## MATERIAL SHOWN
- Opening Delimiter -
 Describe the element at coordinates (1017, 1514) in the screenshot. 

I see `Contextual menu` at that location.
- Closing Delimiter -
- Opening Delimiter -
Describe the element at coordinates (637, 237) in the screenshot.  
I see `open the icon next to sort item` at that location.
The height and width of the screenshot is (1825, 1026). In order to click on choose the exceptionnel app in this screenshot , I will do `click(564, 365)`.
- Closing Delimiter -
## WHAT IS EXPECTED
Where the listing above has a line with "Describe the element at coordinates (637, 237)", start there, and output every line exactly through the line with "The height and", which is also included.

## ANSWER SECTION
Describe the element at coordinates (637, 237) in the screenshot.  
I see `open the icon next to sort item` at that location.
The height and width of the screenshot is (1825, 1026). In order to click on choose the exceptionnel app in this screenshot , I will do `click(564, 365)`.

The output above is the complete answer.